Episode 52
The Kraken
The recruits descended like sloths along the thick scramble line from the stern of the ship, mostly two at a time, one behind the other, the rope and the big boat rising and falling with the stormy swell, the rain and the wind buffeting them. Conditions were worsening rapidly.
Akar, who had reached the boat with Tortoise, was helping him brace the line, which was wrapped firmly round the bow bollard, and shouting at the others to hurry up. The ones who’d made it grabbed the others as they reached the boat and hauled them over the gunwales. Most of them hadn’t done it in rough seas before and Tortoise could see a few of them were shaky. Cadge half-fell into the ocean when he got to the boat but was quickly seized and dragged in by his crewmates. He wasn’t wearing any wet weather gear so was completely soaked: he would be a risk for hypothermia during the night. But the first principle is to stay afloat.
Tortoise realised they had stopped coming down. “Number off,” he ordered.
Akar: “One.”
Mahogany: “Two.”
Stone: “Three.”
Mfoniso: “Four.”
Jing: “Five.”
Jonah: “Six.”
Cadge: “Seven.”
Talulah: “Eight.”
Brigid: “Nine.”
Alinta: “Ten.”
They were aboard. A couple of them helped Tortoise with the line while Akar went forward and bent to slip the bridle—Tortoise and the others let go and the line vanished into the water. They were on their own now.
Tortoise stumped his way aft and took the tiller. The towering bulk of the ship was already moving away. “Make ready to bail,” he said, struggling to get the boat back perpendicular to the swell. Akar repeated it loudly to everyone, and they all reached for their pots and bowls. Tortoise felt a tightness in his chest. Everything was happening very slowly all at once. They were all there. Had he forgotten something? He kept a firm grip on the tiller, trying to watch all of them as well as the swell as they rose and fell in the rain, and the sea began to slop into the boat. The tiller was almost useless. They needed to—
“The sea anchor!” Akar and Tortoise shouted to each other through the rain. Akar nodded and pulled the anchor out from a locker near the bow. He quickly deployed it, the anchor disappearing into the water, and the bow slowly swung round until the boat was at right angles to the waves.
Their course had barely steadied when the boat lurched, suddenly out of time with the rhythm of the troughs. They looked to backboard.
“A cross-sea,” Akar shouted. The wind was shifting. This was dangerous. The bow of the boat needed to face toward or away from the swell to limit the risk of being swamped or overturned. But the cross-swell meant that whichever way they turned, a wave would hit them broadside. The question was which way was worse. The boat rose up with the swell and they strained to get a good look to backboard and then to the fore before they fell into the next trough. The sky was black and the wind was up, white foam scudding across the waters and leaping from the caps. The rain lashed them. “We have to turn!” Akar cried.
Akar had better eyesight. But they needed the right moment. The boat rose and Akar and Tortoise looked again. Alinta shouted to the others: “Stand by to trim!” On the third wave, which was smaller, Tortoise waited until they were mostly down the wave then slowly leaned into the tiller; the boat groggily turned to backboard, but they didn’t quite come round before the new wavefront was upon them—they crested and fell roughly down into the trough. Then came the first cross-swell, which hit awkwardly, sloshing their lifeboat with water and foam and drenching them in salt. The ocean wanted them. They bailed frantically. Tortoise was gripping the tiller so hard he thought he might break it. The ocean and the rain was closing in around them, some of the recruits—several of whom couldn’t swim—close to utter panic. With quick wordless breaths, Alinta and Brigid shipped an oar and Brigid sculled while Akar adjusted the anchor line, and they turned some more. Tortoise craned anxiously for a view of the next wave as they rose up and fell again, fearing the worst. To have escaped only to drown! For the moment at least, Fortune favoured them, for within a minute or so the wind had swung round and, though they still had to bail on the cross-swell, it moderated a bit. The boat fell into a rough new rhythm, rising and falling with the crest and trough of the waves, which began rising again with the reintensifying wind. The rain poured. They continued bailing. Somehow in all this they must’ve drifted closer to the Pegasus, for someone suddenly cried: “The ship!”
The boat swept up and crested the wave, and Tortoise looked back into the cold, driving rain and the darkness of the storm. For the rest of his life, which was going to feel very long and be full of adventure and love but was probably going to be shorter than he would’ve liked, Tortoise would remember what he saw when lightning struck the Pegasus and lit up the Kraken, and the crew, fighting for their very lives.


## Exercise requirements
Would you please write out each entry that follows, exactly as written?

## The data
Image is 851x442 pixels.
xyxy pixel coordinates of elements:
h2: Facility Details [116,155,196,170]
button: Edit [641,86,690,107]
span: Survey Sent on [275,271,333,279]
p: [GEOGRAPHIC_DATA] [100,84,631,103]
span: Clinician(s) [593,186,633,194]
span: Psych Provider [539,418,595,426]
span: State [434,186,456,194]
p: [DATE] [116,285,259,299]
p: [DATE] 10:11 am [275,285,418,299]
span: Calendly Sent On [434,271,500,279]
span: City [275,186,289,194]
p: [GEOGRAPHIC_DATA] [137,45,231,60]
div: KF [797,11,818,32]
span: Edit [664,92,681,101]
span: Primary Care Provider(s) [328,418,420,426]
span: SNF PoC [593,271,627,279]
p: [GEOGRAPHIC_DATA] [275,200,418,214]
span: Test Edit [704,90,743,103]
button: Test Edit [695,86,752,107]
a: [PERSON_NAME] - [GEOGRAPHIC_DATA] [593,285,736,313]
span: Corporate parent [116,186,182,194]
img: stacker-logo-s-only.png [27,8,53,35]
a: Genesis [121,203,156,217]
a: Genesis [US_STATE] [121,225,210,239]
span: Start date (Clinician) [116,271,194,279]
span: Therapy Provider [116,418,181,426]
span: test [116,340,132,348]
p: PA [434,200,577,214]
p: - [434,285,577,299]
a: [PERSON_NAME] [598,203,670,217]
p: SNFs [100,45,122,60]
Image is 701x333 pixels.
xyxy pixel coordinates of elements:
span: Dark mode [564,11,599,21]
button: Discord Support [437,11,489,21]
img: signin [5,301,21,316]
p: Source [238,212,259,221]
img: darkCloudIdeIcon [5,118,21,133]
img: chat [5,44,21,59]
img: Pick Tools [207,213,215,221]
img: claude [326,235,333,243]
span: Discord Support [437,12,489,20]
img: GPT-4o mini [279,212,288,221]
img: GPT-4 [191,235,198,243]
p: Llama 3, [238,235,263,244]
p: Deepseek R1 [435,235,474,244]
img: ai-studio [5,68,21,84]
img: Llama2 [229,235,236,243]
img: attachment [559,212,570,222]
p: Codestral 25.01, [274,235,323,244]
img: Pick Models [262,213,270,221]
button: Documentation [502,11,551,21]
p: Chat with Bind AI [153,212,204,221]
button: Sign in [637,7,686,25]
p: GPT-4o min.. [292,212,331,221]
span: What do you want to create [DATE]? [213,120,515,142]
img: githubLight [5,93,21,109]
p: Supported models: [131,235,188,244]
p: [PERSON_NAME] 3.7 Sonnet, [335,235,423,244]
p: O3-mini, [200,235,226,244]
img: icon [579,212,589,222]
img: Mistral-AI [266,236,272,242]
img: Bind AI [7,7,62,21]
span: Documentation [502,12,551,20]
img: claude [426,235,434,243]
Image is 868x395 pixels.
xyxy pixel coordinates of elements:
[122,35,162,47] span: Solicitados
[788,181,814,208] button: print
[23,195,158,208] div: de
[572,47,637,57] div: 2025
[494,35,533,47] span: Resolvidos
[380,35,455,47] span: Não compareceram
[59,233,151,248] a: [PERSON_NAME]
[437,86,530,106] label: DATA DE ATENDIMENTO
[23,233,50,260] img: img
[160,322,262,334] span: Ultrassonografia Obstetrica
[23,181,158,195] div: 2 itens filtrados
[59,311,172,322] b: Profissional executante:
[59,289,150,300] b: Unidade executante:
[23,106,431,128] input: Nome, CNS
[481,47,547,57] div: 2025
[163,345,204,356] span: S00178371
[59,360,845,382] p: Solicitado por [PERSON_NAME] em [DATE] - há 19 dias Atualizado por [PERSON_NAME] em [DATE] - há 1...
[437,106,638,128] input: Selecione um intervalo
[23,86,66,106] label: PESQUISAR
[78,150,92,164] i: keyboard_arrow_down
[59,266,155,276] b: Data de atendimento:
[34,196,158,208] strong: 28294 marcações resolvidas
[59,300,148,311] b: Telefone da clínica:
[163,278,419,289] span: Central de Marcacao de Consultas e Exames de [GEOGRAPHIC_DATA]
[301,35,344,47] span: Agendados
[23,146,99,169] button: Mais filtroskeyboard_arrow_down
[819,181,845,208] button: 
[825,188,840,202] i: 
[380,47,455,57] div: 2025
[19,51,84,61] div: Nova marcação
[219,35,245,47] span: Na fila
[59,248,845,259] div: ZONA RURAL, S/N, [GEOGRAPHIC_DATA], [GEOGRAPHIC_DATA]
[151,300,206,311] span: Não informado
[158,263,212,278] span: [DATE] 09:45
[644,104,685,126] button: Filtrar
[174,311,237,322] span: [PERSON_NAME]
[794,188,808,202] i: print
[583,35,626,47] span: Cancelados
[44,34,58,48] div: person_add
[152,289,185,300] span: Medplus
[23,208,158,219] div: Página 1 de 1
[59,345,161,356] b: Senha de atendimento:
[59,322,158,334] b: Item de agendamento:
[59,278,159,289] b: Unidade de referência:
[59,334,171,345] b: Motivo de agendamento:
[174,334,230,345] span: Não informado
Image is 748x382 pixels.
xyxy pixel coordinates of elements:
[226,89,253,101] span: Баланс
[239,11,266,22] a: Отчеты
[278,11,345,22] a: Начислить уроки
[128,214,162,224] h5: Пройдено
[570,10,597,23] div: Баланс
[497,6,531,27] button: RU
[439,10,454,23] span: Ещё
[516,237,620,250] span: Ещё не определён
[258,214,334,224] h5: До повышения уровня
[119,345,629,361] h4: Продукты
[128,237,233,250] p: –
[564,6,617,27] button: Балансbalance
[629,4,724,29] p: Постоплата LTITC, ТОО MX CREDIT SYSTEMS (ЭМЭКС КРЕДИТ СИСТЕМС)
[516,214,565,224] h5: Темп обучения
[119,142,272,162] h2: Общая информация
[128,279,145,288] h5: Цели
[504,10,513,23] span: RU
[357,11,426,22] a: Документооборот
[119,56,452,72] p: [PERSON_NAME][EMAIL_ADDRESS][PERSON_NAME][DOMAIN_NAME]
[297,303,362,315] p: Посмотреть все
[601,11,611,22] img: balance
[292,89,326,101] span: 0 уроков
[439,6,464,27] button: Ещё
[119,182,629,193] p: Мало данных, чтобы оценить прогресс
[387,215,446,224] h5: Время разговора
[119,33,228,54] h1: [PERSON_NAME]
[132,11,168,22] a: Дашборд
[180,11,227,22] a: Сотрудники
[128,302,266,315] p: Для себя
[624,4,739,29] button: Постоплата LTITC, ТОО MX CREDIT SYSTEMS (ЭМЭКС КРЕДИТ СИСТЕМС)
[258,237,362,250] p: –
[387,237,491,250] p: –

## Solution to the exercise
Image is 851x442 pixels.
xyxy pixel coordinates of elements:
h2: Facility Details [116,155,196,170]
button: Edit [641,86,690,107]
span: Survey Sent on [275,271,333,279]
p: [GEOGRAPHIC_DATA] [100,84,631,103]
span: Clinician(s) [593,186,633,194]
span: Psych Provider [539,418,595,426]
span: State [434,186,456,194]
p: [DATE] [116,285,259,299]
p: [DATE] 10:11 am [275,285,418,299]
span: Calendly Sent On [434,271,500,279]
span: City [275,186,289,194]
p: [GEOGRAPHIC_DATA] [137,45,231,60]
div: KF [797,11,818,32]
span: Edit [664,92,681,101]
span: Primary Care Provider(s) [328,418,420,426]
span: SNF PoC [593,271,627,279]
p: [GEOGRAPHIC_DATA] [275,200,418,214]
span: Test Edit [704,90,743,103]
button: Test Edit [695,86,752,107]
a: [PERSON_NAME] - [GEOGRAPHIC_DATA] [593,285,736,313]
span: Corporate parent [116,186,182,194]
img: stacker-logo-s-only.png [27,8,53,35]
a: Genesis [121,203,156,217]
a: Genesis [US_STATE] [121,225,210,239]
span: Start date (Clinician) [116,271,194,279]
span: Therapy Provider [116,418,181,426]
span: test [116,340,132,348]
p: PA [434,200,577,214]
p: - [434,285,577,299]
a: [PERSON_NAME] [598,203,670,217]
p: SNFs [100,45,122,60]
Image is 701x333 pixels.
xyxy pixel coordinates of elements:
span: Dark mode [564,11,599,21]
button: Discord Support [437,11,489,21]
img: signin [5,301,21,316]
p: Source [238,212,259,221]
img: darkCloudIdeIcon [5,118,21,133]
img: chat [5,44,21,59]
img: Pick Tools [207,213,215,221]
img: claude [326,235,333,243]
span: Discord Support [437,12,489,20]
img: GPT-4o mini [279,212,288,221]
img: GPT-4 [191,235,198,243]
p: Llama 3, [238,235,263,244]
p: Deepseek R1 [435,235,474,244]
img: ai-studio [5,68,21,84]
img: Llama2 [229,235,236,243]
img: attachment [559,212,570,222]
p: Codestral 25.01, [274,235,323,244]
img: Pick Models [262,213,270,221]
button: Documentation [502,11,551,21]
p: Chat with Bind AI [153,212,204,221]
button: Sign in [637,7,686,25]
p: GPT-4o min.. [292,212,331,221]
span: What do you want to create [DATE]? [213,120,515,142]
img: githubLight [5,93,21,109]
p: Supported models: [131,235,188,244]
p: [PERSON_NAME] 3.7 Sonnet, [335,235,423,244]
p: O3-mini, [200,235,226,244]
img: icon [579,212,589,222]
img: Mistral-AI [266,236,272,242]
img: Bind AI [7,7,62,21]
span: Documentation [502,12,551,20]
img: claude [426,235,434,243]
Image is 868x395 pixels.
xyxy pixel coordinates of elements:
[122,35,162,47] span: Solicitados
[788,181,814,208] button: print
[23,195,158,208] div: de
[572,47,637,57] div: 2025
[494,35,533,47] span: Resolvidos
[380,35,455,47] span: Não compareceram
[59,233,151,248] a: [PERSON_NAME]
[437,86,530,106] label: DATA DE ATENDIMENTO
[23,233,50,260] img: img
[160,322,262,334] span: Ultrassonografia Obstetrica
[23,181,158,195] div: 2 itens filtrados
[59,311,172,322] b: Profissional executante:
[59,289,150,300] b: Unidade executante:
[23,106,431,128] input: Nome, CNS
[481,47,547,57] div: 2025
[163,345,204,356] span: S00178371
[59,360,845,382] p: Solicitado por [PERSON_NAME] em [DATE] - há 19 dias Atualizado por [PERSON_NAME] em [DATE] - há 1...
[437,106,638,128] input: Selecione um intervalo
[23,86,66,106] label: PESQUISAR
[78,150,92,164] i: keyboard_arrow_down
[59,266,155,276] b: Data de atendimento:
[34,196,158,208] strong: 28294 marcações resolvidas
[59,300,148,311] b: Telefone da clínica:
[163,278,419,289] span: Central de Marcacao de Consultas e Exames de [GEOGRAPHIC_DATA]
[301,35,344,47] span: Agendados
[23,146,99,169] button: Mais filtroskeyboard_arrow_down
[819,181,845,208] button: 
[825,188,840,202] i: 
[380,47,455,57] div: 2025
[19,51,84,61] div: Nova marcação
[219,35,245,47] span: Na fila
[59,248,845,259] div: ZONA RURAL, S/N, [GEOGRAPHIC_DATA], [GEOGRAPHIC_DATA]
[151,300,206,311] span: Não informado
[158,263,212,278] span: [DATE] 09:45
[644,104,685,126] button: Filtrar
[174,311,237,322] span: [PERSON_NAME]
[794,188,808,202] i: print
[583,35,626,47] span: Cancelados
[44,34,58,48] div: person_add
[152,289,185,300] span: Medplus
[23,208,158,219] div: Página 1 de 1
[59,345,161,356] b: Senha de atendimento:
[59,322,158,334] b: Item de agendamento:
[59,278,159,289] b: Unidade de referência:
[59,334,171,345] b: Motivo de agendamento:
[174,334,230,345] span: Não informado
Image is 748x382 pixels.
xyxy pixel coordinates of elements:
[226,89,253,101] span: Баланс
[239,11,266,22] a: Отчеты
[278,11,345,22] a: Начислить уроки
[128,214,162,224] h5: Пройдено
[570,10,597,23] div: Баланс
[497,6,531,27] button: RU
[439,10,454,23] span: Ещё
[516,237,620,250] span: Ещё не определён
[258,214,334,224] h5: До повышения уровня
[119,345,629,361] h4: Продукты
[128,237,233,250] p: –
[564,6,617,27] button: Балансbalance
[629,4,724,29] p: Постоплата LTITC, ТОО MX CREDIT SYSTEMS (ЭМЭКС КРЕДИТ СИСТЕМС)
[516,214,565,224] h5: Темп обучения
[119,142,272,162] h2: Общая информация
[128,279,145,288] h5: Цели
[504,10,513,23] span: RU
[357,11,426,22] a: Документооборот
[119,56,452,72] p: [PERSON_NAME][EMAIL_ADDRESS][PERSON_NAME][DOMAIN_NAME]
[297,303,362,315] p: Посмотреть все
[601,11,611,22] img: balance
[292,89,326,101] span: 0 уроков
[439,6,464,27] button: Ещё
[119,182,629,193] p: Мало данных, чтобы оценить прогресс
[387,215,446,224] h5: Время разговора
[119,33,228,54] h1: [PERSON_NAME]
[132,11,168,22] a: Дашборд
[180,11,227,22] a: Сотрудники
[128,302,266,315] p: Для себя
[624,4,739,29] button: Постоплата LTITC, ТОО MX CREDIT SYSTEMS (ЭМЭКС КРЕДИТ СИСТЕМС)
[258,237,362,250] p: –
[387,237,491,250] p: –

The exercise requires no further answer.